◆ **Assignment**
Below are the entries; tally the lines holding the string "will" and give only that figure.

□ □ □ □

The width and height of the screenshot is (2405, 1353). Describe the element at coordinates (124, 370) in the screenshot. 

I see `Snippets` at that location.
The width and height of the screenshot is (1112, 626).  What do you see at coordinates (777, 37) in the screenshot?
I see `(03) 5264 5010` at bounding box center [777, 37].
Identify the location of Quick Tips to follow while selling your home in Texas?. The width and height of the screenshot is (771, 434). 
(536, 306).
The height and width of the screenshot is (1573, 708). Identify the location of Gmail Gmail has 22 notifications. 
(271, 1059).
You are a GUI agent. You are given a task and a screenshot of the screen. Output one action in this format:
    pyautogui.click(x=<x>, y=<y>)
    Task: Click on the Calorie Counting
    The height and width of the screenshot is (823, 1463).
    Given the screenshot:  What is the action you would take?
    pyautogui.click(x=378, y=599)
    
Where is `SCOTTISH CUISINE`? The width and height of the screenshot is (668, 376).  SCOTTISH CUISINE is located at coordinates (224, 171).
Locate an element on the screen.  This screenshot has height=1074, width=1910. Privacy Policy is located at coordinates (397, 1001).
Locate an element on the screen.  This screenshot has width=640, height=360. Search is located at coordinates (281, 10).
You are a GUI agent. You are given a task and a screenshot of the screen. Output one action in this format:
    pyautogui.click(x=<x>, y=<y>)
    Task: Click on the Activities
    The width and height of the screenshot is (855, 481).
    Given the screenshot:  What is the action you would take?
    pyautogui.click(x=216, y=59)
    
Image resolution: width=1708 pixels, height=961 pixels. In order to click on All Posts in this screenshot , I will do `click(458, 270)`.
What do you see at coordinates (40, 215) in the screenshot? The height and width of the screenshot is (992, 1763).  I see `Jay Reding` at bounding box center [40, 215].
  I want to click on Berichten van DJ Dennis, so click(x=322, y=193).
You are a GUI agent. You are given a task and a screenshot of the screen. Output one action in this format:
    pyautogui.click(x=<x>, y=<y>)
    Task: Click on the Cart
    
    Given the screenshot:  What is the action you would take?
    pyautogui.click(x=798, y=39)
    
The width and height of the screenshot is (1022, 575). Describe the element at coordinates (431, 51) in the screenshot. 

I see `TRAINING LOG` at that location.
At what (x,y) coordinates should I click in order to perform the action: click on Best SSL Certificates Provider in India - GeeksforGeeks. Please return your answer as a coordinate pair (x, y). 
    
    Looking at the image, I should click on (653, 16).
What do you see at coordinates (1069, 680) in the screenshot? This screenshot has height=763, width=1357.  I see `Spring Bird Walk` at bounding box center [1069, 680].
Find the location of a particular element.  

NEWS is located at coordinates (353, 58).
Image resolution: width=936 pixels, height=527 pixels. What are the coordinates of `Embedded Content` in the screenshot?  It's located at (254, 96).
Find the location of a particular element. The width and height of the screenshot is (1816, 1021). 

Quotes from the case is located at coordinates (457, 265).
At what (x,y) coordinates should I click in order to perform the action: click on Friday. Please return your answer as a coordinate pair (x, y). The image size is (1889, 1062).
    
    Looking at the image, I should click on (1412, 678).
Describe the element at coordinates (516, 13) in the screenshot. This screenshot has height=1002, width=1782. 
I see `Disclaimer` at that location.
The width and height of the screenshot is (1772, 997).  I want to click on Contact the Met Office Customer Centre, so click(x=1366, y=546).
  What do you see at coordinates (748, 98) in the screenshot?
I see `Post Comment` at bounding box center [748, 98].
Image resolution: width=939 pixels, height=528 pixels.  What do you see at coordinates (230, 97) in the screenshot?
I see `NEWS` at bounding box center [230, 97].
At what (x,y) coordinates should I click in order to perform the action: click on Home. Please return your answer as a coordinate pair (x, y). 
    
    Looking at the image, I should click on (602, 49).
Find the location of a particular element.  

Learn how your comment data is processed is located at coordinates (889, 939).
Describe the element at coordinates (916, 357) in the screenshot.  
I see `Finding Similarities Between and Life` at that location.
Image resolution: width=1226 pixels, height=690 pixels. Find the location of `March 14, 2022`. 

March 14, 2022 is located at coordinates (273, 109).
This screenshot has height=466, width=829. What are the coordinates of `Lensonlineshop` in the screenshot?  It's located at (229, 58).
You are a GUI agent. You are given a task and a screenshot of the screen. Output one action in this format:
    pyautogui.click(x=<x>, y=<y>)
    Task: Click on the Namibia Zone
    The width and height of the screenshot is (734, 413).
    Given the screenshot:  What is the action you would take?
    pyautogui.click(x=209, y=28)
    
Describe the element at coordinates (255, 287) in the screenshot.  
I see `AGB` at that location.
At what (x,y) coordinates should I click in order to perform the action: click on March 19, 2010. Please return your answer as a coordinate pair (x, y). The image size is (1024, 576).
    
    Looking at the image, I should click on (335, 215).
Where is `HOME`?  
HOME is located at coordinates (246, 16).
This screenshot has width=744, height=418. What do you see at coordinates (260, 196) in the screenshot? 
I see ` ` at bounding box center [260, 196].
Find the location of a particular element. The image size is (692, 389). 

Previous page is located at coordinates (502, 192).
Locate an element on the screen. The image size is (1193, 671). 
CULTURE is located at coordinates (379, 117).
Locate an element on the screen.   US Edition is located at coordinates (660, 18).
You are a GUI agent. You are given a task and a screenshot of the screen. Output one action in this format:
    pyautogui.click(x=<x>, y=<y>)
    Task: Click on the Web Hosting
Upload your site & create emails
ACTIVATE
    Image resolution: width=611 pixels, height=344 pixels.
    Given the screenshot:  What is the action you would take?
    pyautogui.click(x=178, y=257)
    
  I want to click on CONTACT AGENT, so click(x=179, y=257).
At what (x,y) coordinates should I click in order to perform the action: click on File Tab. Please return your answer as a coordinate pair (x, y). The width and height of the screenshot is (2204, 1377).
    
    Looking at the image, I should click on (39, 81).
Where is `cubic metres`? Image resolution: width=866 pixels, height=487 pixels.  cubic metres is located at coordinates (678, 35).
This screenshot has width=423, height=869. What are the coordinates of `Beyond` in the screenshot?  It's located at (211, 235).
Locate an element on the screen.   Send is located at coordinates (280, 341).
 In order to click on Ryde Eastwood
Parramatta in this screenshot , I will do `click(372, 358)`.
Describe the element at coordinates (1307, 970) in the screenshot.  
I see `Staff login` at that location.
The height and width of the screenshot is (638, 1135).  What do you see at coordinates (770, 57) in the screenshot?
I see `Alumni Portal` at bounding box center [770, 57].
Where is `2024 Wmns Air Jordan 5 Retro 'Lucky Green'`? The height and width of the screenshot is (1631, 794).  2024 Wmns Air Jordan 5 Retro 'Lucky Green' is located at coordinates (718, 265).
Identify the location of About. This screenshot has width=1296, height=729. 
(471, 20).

□ □ □ □

◆ **Solution to this problem**
2